LSI: What do you think binds everything together and keeps it going? An LSI SAS controller on top of everything.
And if you cared to look at the specs you'd see that there's anything from 15% to 30% overprovision of flash versus the nominal capacity.
So under which scenario is your combo any more resilient than the OCZ? If the controller card goes you're in trouble just as you'd be with OCZ (the data still gets preserved in both cases). If any of the disks packed up then you'd have resilience just as you'd have on the OCZ (well up to a point in both cases).
And btw, I mention OCZ just as an example, I'm sure that there are other suppliers of similar kit.
So, if anything, don't be so hasty with personal attacks :)
You are the silly one here that clearly doesn't have a clue what he is talking about.
You clearly don't know know how RAID controllers work either.
And no, if a controller fails you don't lose all your data, changing the controller with a new one getting back all the data is not only possible but it quite rarely happens in data centers.
FWIW, I use MegaRAID with few SSDs in RAID0 configuration and FastPath (I like it fast). Am I being careless with my data? Not really, I run backups every few hours apart, onto HDD, also rsynced to external machine. Few hours potential loss of data is not much of a problem for me. However, I might consider switching to CacheCade since I also have few unused 2TB drives. Would need to attach Chenbro or similar expander first, too lazy for it ATM ;)
And a 512GB SSD would be enough for what exactly ?
Booting the OS maybe and just that.
Nowadays a PC can't have less than 2TB.
It's quite common having 6 or more 3.5" 2TB hard drives in a mid-tower or full-tower case.
Try buying 12TB of SSD ... if you can afford that.
Nah, OSs aren't that big. I've got a 60Gb SSD (OCZ Vertex 2, if anyone cares...) as the boot drive in my PC, and there's still 25Gb left on it. There's also a 250Gb conventional drive for random junk, most of my data is on a 6Tb NAS.

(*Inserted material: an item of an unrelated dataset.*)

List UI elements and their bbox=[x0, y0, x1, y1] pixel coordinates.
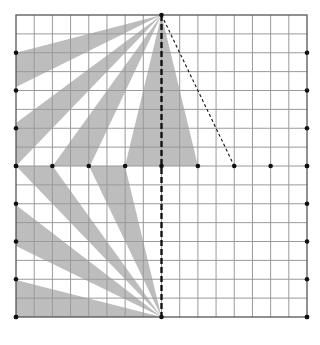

512Gb probably isn't enough if that's absolutely all you have, but it depends what you do with it. My mum survives on a 120Gb netbook.
"And a 512GB SSD would be enough for what exactly ?
Booting the OS maybe and just that.
Nowadays a PC can't have less than 2TB."
The VAST majority of users don't need anything approaching 2TB - My Gaming machine for example has a 250Gig Samsumg 830, running Win7Pro, Libre Office, a few other apps, Steam and about a Dozen Games installed, and there's room to spare.
Granted I'm not storing Gigs and gigs of Videos, and if I want to install a new game I need to install another, but where's the problem with that?
The overwhelming majority of users run Windows with some antivirus, Office apps and everything else they do is through their browser - that would all fit in a 64Gig drive without any issues at all.
And your comment about building 12TB of storage using SSDs only is argumentative and distinctly trollish. This article is about devices which are aimed at home/laptop use - no-one is suggesting using hybrid / cache drives for enterprise storage where 19" racks of dozens of disks are the norm.
Go and crawl back under your bridge.
Totally agree with you there. I have a 480Gb OCZ SSD in my laptop. I run several Server 2008 VM's from it. Just recently, sleeping windows with some VM's open has resulted in the SSD drive not being mounted at system restart.
So far hibernating the system seems to work but to be safe I have taken to closing down the VM's before travelling.
I also backup said VM's to a 2TB USB3 drive every day. I take regular backups of the codebase I am working on and copy it to another USB3 drive.
The speed difference that the SSD gives the VM's is huge. Booting an 8GB VM with SQLServer takes less than 10 seconds.